Big Red Icon is a competition for student bands from across the university that is designed to help rebuild, uplift and connect musicians from all musical traditions. Winners will be given an opportunity to perform at Slope Day Events.
The work of Karl Termini, scientific glassblower in the College of Arts & Sciences, saves departments money and time and ensures that scientists get exactly what they need.
Enzo Traverso's research reinterprets the history of 19th and 20th century revolutions through a constellation of images, from Marx’s ‘locomotives of history’ to Lenin’s mummified body to the Paris Commune’s demolition of the Vendome Column.
Based on an in-depth study of ordinary people in Russia, new research explores how citizens engage with the principles of nationalism in making sense of disruptive social change.
"These outstanding physicists and mathematicians are pushing the boundaries of our understanding," said Ray Jayawardhana, the Harold Tanner Dean of the College of Arts and Sciences.
Twitter just announced it will begin labeling content from Russian state-affiliated media websites. Professor Sarah Kreps says that in some cases, false tags actually lead to more social media sharing of bogus COVID-19 claims.
Scholars have overlooked tenant organizations as a crucial source of political power in the most precarious communities, according to new research co-authored by Jamila Michener.
In a Time Magazine op-ed, professor Cristina Florea writes that today’s world is arguably very different from the world of the 1930s, but current events in Europe have disturbing parallels in the 1930s.
Sianne Ngai, Andrew W. Mellon Professor of English at the University of Chicago, will explore this question wrong ways of thinking in this Society for the Humanities event March 9.
In an op-ed in The Washington Post, professor Tom Pepinsky writes that Russian president Vladimir Putin doesn’t have good options if he wants to stop a bank run.
Which came first, grammatical rules or their exceptions? In an op-ed in the Wall Street Journal, Morten Christiansen, professor of psychology, writes that for decades, linguists bet on rules – but disorder and flux may turn out to be language’s most essential traits.
At a Cornell event on Feb. 22, former U.S. Ambassador to Ukraine Bill Taylor said Russian President Vladimir Putin appears intent on provoking a “horrific conflict,” but that he holds out hope for a diplomatic path that would avert all-out war.
A Cornell-led collaboration used electrochemistry to stitch together simple carbon molecules and form complex compounds, eliminating the need for precious metals or other catalysts to promote the chemical reaction.
For the past year, two Cornell doctoral students have been living, thinking and working on the red planet Mars, digitally commuting from our own blue world.
Journalistic fact checks are a more effective counter to COVID-19 misinformation than the false news tags commonly used by social media outlets, according to new Cornell research.

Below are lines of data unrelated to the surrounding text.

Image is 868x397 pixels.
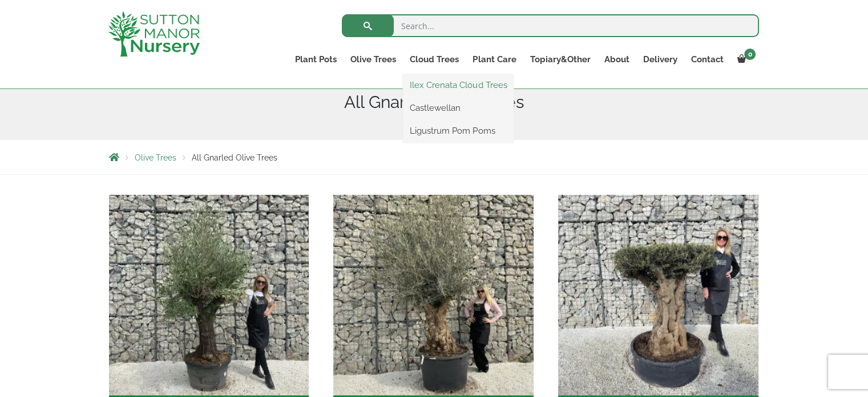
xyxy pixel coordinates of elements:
input: Search... [342,15,759,37]
img: logo [109,11,200,57]
a: About [597,51,636,67]
h1: All Gnarled Olive Trees [109,92,760,113]
a: Delivery [636,51,684,67]
a: Plant Care [466,51,523,67]
a: Ligustrum Pom Poms [403,122,513,139]
img: Gnarled Olive Trees XXL [333,195,534,395]
a: Topiary&Other [523,51,597,67]
a: Ilex Crenata Cloud Trees [403,76,513,94]
nav: Breadcrumbs [109,152,760,162]
span: 0 [744,49,756,60]
a: Contact [684,51,730,67]
a: Plant Pots [288,51,343,67]
span: All Gnarled Olive Trees [192,153,277,162]
a: Castlewellan [403,100,513,117]
a: 0 [730,51,759,67]
img: Gnarled Plateau Olive Tree XL [558,195,759,395]
a: Olive Trees [343,51,403,67]
a: Cloud Trees [403,51,466,67]
a: Olive Trees [134,153,177,162]
img: Gnarled Olive Trees [109,195,309,395]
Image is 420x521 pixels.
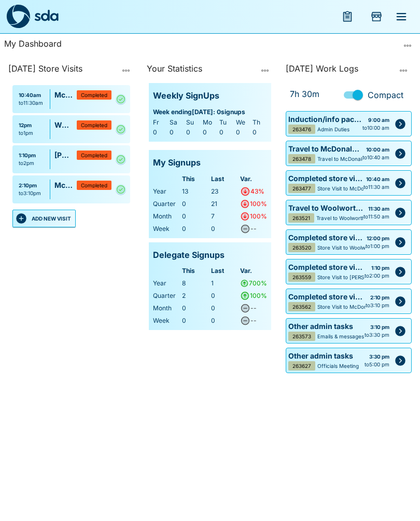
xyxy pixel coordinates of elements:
[249,278,267,289] div: 700%
[252,127,267,137] div: 0
[19,151,36,159] div: 1:10pm
[220,127,234,137] div: 0
[399,38,416,54] button: more
[365,272,390,280] span: to 2:00 pm
[153,211,180,221] div: Month
[364,212,390,220] span: to 11:50 am
[251,224,257,232] span: --
[54,89,77,100] p: McDonalds Geelong Bypass Northbound
[182,290,209,301] div: 2
[335,4,360,29] button: menu
[81,93,107,97] span: Completed
[318,125,350,133] p: Admin Duties
[318,362,359,370] p: Officials Meeting
[182,278,209,289] div: 8
[186,117,201,128] div: Su
[153,303,180,313] div: Month
[153,156,201,169] p: My Signups
[240,266,267,276] div: Var.
[368,89,404,101] span: Compact
[19,99,43,107] div: to 11:30am
[116,153,126,165] svg: Complete
[251,304,257,312] span: --
[211,223,238,234] div: 0
[289,350,365,361] p: Other admin tasks
[250,198,267,209] div: 100%
[369,353,390,359] strong: 3:30 pm
[392,322,409,339] button: Edit
[236,127,251,137] div: 0
[153,186,180,197] div: Year
[290,88,320,100] span: 7h 30m
[153,89,220,103] p: Weekly SignUps
[153,278,180,289] div: Year
[292,156,311,162] span: 263478
[116,183,126,195] svg: Complete
[364,4,389,29] button: Add Store Visit
[366,301,390,309] span: to 3:10 pm
[369,205,390,212] strong: 11:30 am
[13,209,76,227] button: ADD NEW VISIT
[363,124,390,132] span: to 10:00 am
[367,235,390,241] strong: 12:00 pm
[211,198,238,209] div: 21
[8,62,116,79] div: [DATE] Store Visits
[364,183,390,191] span: to 11:30 am
[366,242,390,250] span: to 1:00 pm
[292,186,311,191] span: 263477
[250,211,267,221] div: 100%
[54,149,77,160] p: [PERSON_NAME]
[182,198,209,209] div: 0
[211,290,238,301] div: 0
[318,244,391,252] p: Store Visit to Woolworths Lara
[203,117,217,128] div: Mo
[289,143,363,154] p: Travel to McDonalds Geelong Bypass Northbound
[318,332,364,340] p: Emails & messages
[392,234,409,251] button: Edit
[153,107,267,117] span: Week ending [DATE] : 0 signups
[292,333,311,339] span: 263573
[19,122,33,129] div: 12pm
[318,303,390,310] p: Store Visit to McDonalds Lara
[182,211,209,221] div: 0
[392,292,409,310] button: Edit
[116,154,126,165] a: Complete
[116,184,126,194] a: Complete
[289,114,363,125] p: Induction/info packs, emails
[289,261,365,272] p: Completed store visit to [PERSON_NAME]
[286,62,393,79] div: [DATE] Work Logs
[251,316,257,324] span: --
[19,182,41,189] div: 2:10pm
[392,174,409,192] button: Edit
[317,214,381,222] p: Travel to Woolworths Lara
[292,245,311,250] span: 263520
[116,123,126,136] svg: Complete
[116,124,126,134] a: Complete
[116,93,126,105] svg: Complete
[366,146,390,152] strong: 10:00 am
[182,303,209,313] div: 0
[365,331,390,339] span: to 3:30 pm
[292,363,311,369] span: 263627
[292,274,311,280] span: 263559
[392,263,409,281] button: Edit
[182,174,209,184] div: This
[289,321,365,332] p: Other admin tasks
[289,291,366,302] p: Completed store visit to [GEOGRAPHIC_DATA]
[292,304,311,309] span: 263562
[289,232,366,243] p: Completed store visit to [GEOGRAPHIC_DATA] Lara
[153,198,180,209] div: Quarter
[169,127,184,137] div: 0
[19,129,33,137] div: to 1pm
[252,117,267,128] div: Th
[240,174,267,184] div: Var.
[116,94,126,104] a: Complete
[211,303,238,313] div: 0
[34,9,59,21] img: sda-logotype.svg
[366,176,390,182] strong: 10:40 am
[363,154,390,162] span: to 10:40 am
[211,174,238,184] div: Last
[19,189,41,197] div: to 3:10pm
[153,249,225,262] p: Delegate Signups
[182,266,209,276] div: This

Maya Phillips, a critic at large for The New York Times, has been named winner of the 2020-21 George Jean Nathan Award for Dramatic Criticism. The award committee comprises the heads of the English departments of Cornell, Princeton and Yale Universities.

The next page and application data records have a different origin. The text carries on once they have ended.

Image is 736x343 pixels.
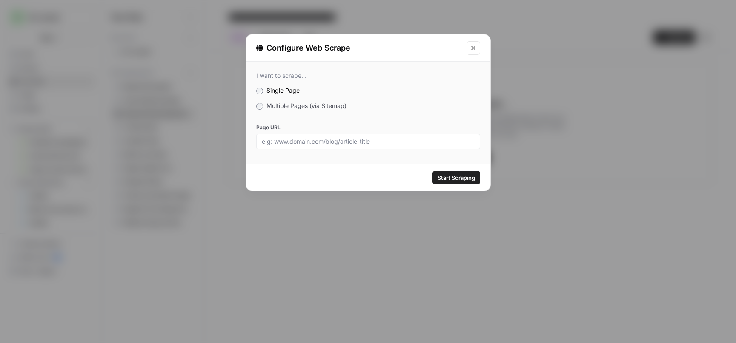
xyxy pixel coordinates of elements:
div: Configure Web Scrape [256,42,461,54]
label: Page URL [256,124,480,131]
input: Multiple Pages (via Sitemap) [256,103,263,110]
span: Multiple Pages (via Sitemap) [266,102,346,109]
div: I want to scrape... [256,72,480,80]
input: Single Page [256,88,263,94]
button: Close modal [466,41,480,55]
span: Start Scraping [437,174,475,182]
span: Single Page [266,87,300,94]
button: Start Scraping [432,171,480,185]
input: e.g: www.domain.com/blog/article-title [262,138,474,146]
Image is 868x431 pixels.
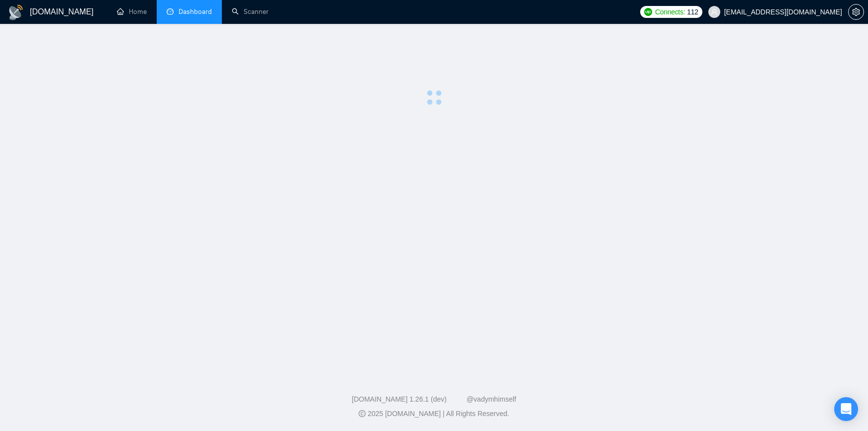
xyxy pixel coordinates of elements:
[848,8,863,16] span: setting
[711,8,718,16] span: user
[359,410,366,417] span: copyright
[232,7,269,16] a: searchScanner
[834,397,858,421] div: Open Intercom Messenger
[848,8,864,16] a: setting
[179,7,212,16] span: Dashboard
[466,395,516,403] a: @vadymhimself
[167,8,173,15] span: dashboard
[117,7,147,16] a: homeHome
[848,4,864,20] button: setting
[655,7,685,18] span: Connects:
[8,5,24,20] img: logo
[687,7,698,18] span: 112
[644,8,652,16] img: upwork-logo.png
[8,408,860,419] div: 2025 [DOMAIN_NAME] | All Rights Reserved.
[352,395,447,403] a: [DOMAIN_NAME] 1.26.1 (dev)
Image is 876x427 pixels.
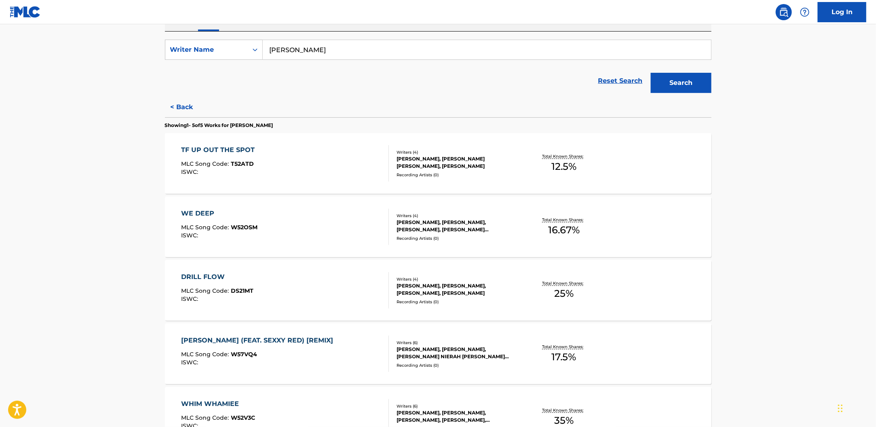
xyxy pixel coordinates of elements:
[548,223,580,237] span: 16.67 %
[165,196,712,257] a: WE DEEPMLC Song Code:W52OSMISWC:Writers (4)[PERSON_NAME], [PERSON_NAME], [PERSON_NAME], [PERSON_N...
[397,299,519,305] div: Recording Artists ( 0 )
[165,122,273,129] p: Showing 1 - 5 of 5 Works for [PERSON_NAME]
[594,72,647,90] a: Reset Search
[397,346,519,360] div: [PERSON_NAME], [PERSON_NAME], [PERSON_NAME] NIERAH [PERSON_NAME] [PERSON_NAME] [PERSON_NAME], [PE...
[181,168,200,175] span: ISWC :
[10,6,41,18] img: MLC Logo
[800,7,810,17] img: help
[543,217,586,223] p: Total Known Shares:
[397,409,519,424] div: [PERSON_NAME], [PERSON_NAME], [PERSON_NAME], [PERSON_NAME], [PERSON_NAME], [PERSON_NAME]
[181,414,231,421] span: MLC Song Code :
[397,155,519,170] div: [PERSON_NAME], [PERSON_NAME] [PERSON_NAME], [PERSON_NAME]
[181,209,258,218] div: WE DEEP
[543,153,586,159] p: Total Known Shares:
[181,272,254,282] div: DRILL FLOW
[551,159,577,174] span: 12.5 %
[231,224,258,231] span: W52OSM
[181,336,337,345] div: [PERSON_NAME] (FEAT. SEXXY RED) [REMIX]
[231,287,254,294] span: DS21MT
[651,73,712,93] button: Search
[181,287,231,294] span: MLC Song Code :
[181,295,200,302] span: ISWC :
[181,160,231,167] span: MLC Song Code :
[165,97,213,117] button: < Back
[231,160,254,167] span: T52ATD
[818,2,866,22] a: Log In
[165,323,712,384] a: [PERSON_NAME] (FEAT. SEXXY RED) [REMIX]MLC Song Code:W57VQ4ISWC:Writers (6)[PERSON_NAME], [PERSON...
[797,4,813,20] div: Help
[543,280,586,286] p: Total Known Shares:
[543,407,586,413] p: Total Known Shares:
[397,362,519,368] div: Recording Artists ( 0 )
[397,213,519,219] div: Writers ( 4 )
[170,45,243,55] div: Writer Name
[165,133,712,194] a: TF UP OUT THE SPOTMLC Song Code:T52ATDISWC:Writers (4)[PERSON_NAME], [PERSON_NAME] [PERSON_NAME],...
[838,396,843,420] div: Drag
[165,260,712,321] a: DRILL FLOWMLC Song Code:DS21MTISWC:Writers (4)[PERSON_NAME], [PERSON_NAME], [PERSON_NAME], [PERSO...
[397,340,519,346] div: Writers ( 6 )
[552,350,577,364] span: 17.5 %
[397,219,519,233] div: [PERSON_NAME], [PERSON_NAME], [PERSON_NAME], [PERSON_NAME] [PERSON_NAME] [PERSON_NAME]
[181,351,231,358] span: MLC Song Code :
[554,286,574,301] span: 25 %
[779,7,789,17] img: search
[165,40,712,97] form: Search Form
[181,232,200,239] span: ISWC :
[397,172,519,178] div: Recording Artists ( 0 )
[543,344,586,350] p: Total Known Shares:
[397,235,519,241] div: Recording Artists ( 0 )
[397,149,519,155] div: Writers ( 4 )
[397,276,519,282] div: Writers ( 4 )
[181,399,255,409] div: WHIM WHAMIEE
[397,282,519,297] div: [PERSON_NAME], [PERSON_NAME], [PERSON_NAME], [PERSON_NAME]
[397,403,519,409] div: Writers ( 6 )
[231,414,255,421] span: W52V3C
[181,145,259,155] div: TF UP OUT THE SPOT
[231,351,257,358] span: W57VQ4
[776,4,792,20] a: Public Search
[181,359,200,366] span: ISWC :
[181,224,231,231] span: MLC Song Code :
[836,388,876,427] iframe: Chat Widget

Assistant professors Pamela Chang, Antonio Fernandez-Ruiz, Daniel Halpern-Leistner and Peter McMahon have won 2022 Sloan Research Fellowships from the Alfred P. Sloan Foundation.

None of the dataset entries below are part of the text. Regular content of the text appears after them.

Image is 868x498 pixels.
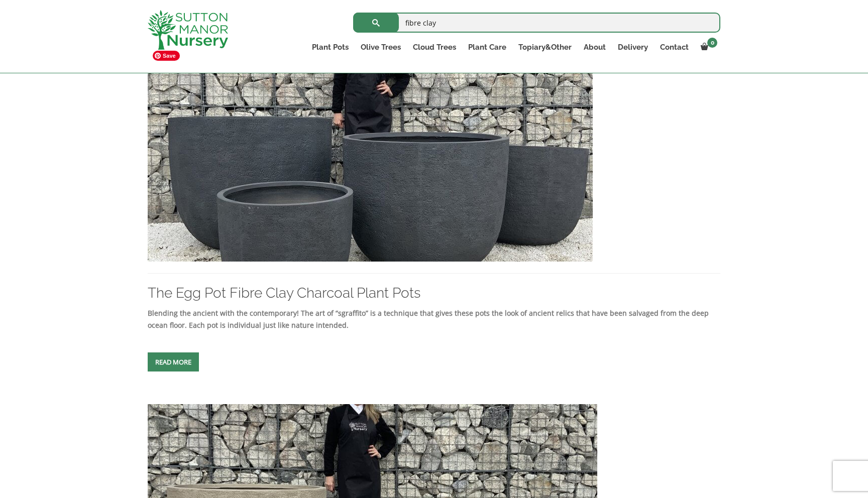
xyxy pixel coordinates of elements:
[512,41,577,54] a: Topiary&Other
[148,10,228,50] img: logo
[148,308,708,329] strong: Blending the ancient with the contemporary! The art of “sgraffito” is a technique that gives thes...
[148,285,420,301] a: The Egg Pot Fibre Clay Charcoal Plant Pots
[353,13,720,33] input: Search...
[462,41,512,54] a: Plant Care
[612,41,654,54] a: Delivery
[695,41,720,54] a: 0
[148,148,593,158] a: The Egg Pot Fibre Clay Charcoal Plant Pots
[654,41,695,54] a: Contact
[355,41,407,54] a: Olive Trees
[153,51,180,61] span: Save
[708,38,717,48] span: 0
[577,41,612,54] a: About
[148,46,593,262] img: The Egg Pot Fibre Clay Charcoal Plant Pots - 8194B7A3 2818 4562 B9DD 4EBD5DC21C71 1 105 c 1
[306,41,355,54] a: Plant Pots
[148,352,199,372] a: Read more
[407,41,462,54] a: Cloud Trees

Fresh from sustainability success in New York City, environmental advocate Ben Furnas ’06 directs a new University initiative to marshal its resources to protect the planet.
The Cornell Center for Social Sciences grant program, which supports social science research by Cornell faculty members, has awarded $85,000 to 10 professors for their 2022-23 CCSS Faculty Fellows program.
Physics professor Itai Cohen is among four Cornell faculty members who received the 2022 Kappa Delta Ann Doner Vaughn Award for their collaborative research on the mechanics and composition of articular cartilage and its relevance to disease.
Morten H. Christiansen, William R. Kenan, Jr. Professor of Psychology in the College of Arts and Sciences, has been elected a foreign member of the Royal Danish Academy of Sciences and Letters.
The first decade of On Our Backs, the women-run erotic magazine (1984-2006) is highlighted by “Radical Desire: Making On Our Backs Magazine” in the Carl A. Kroch Library,
Ben Furnas, ’06, has been hired as executive director of The 2030 Project: A Cornell Climate Initiative. Project leadership includes Ray Jayawardhana, the Harold Tanner dean of the College of Arts and Sciences.
Cornell will celebrate the birthday of alumna and Nobel Laureate Toni Morrison MA ’55 from 3-5 p.m. Feb. 18 with a screening of the film “The Foreigner’s Home” (2017), followed by a roundtable discussion.
Andrés Quijano ’22 will compete at 7:30 p.m. on “Jeopardy!” and Catherine Zhang ’22 will compete at 8 p.m. on the “Jeopardy!” National College Championship, on ABC and Hulu.
In an op-ed in the Washington Post, Alexandra Blackman, assistant professor of government, writes that a new survey reveals support for Tunisian President Kais Saied — but also support for democracy.
Timothy Murray, professor of comparative literature and literatures in English, has been elected chair of the board of directors of Humanities New York (HNY), a nonprofit humanities council founded in 1975 that supports and advocates for public humanities across the state.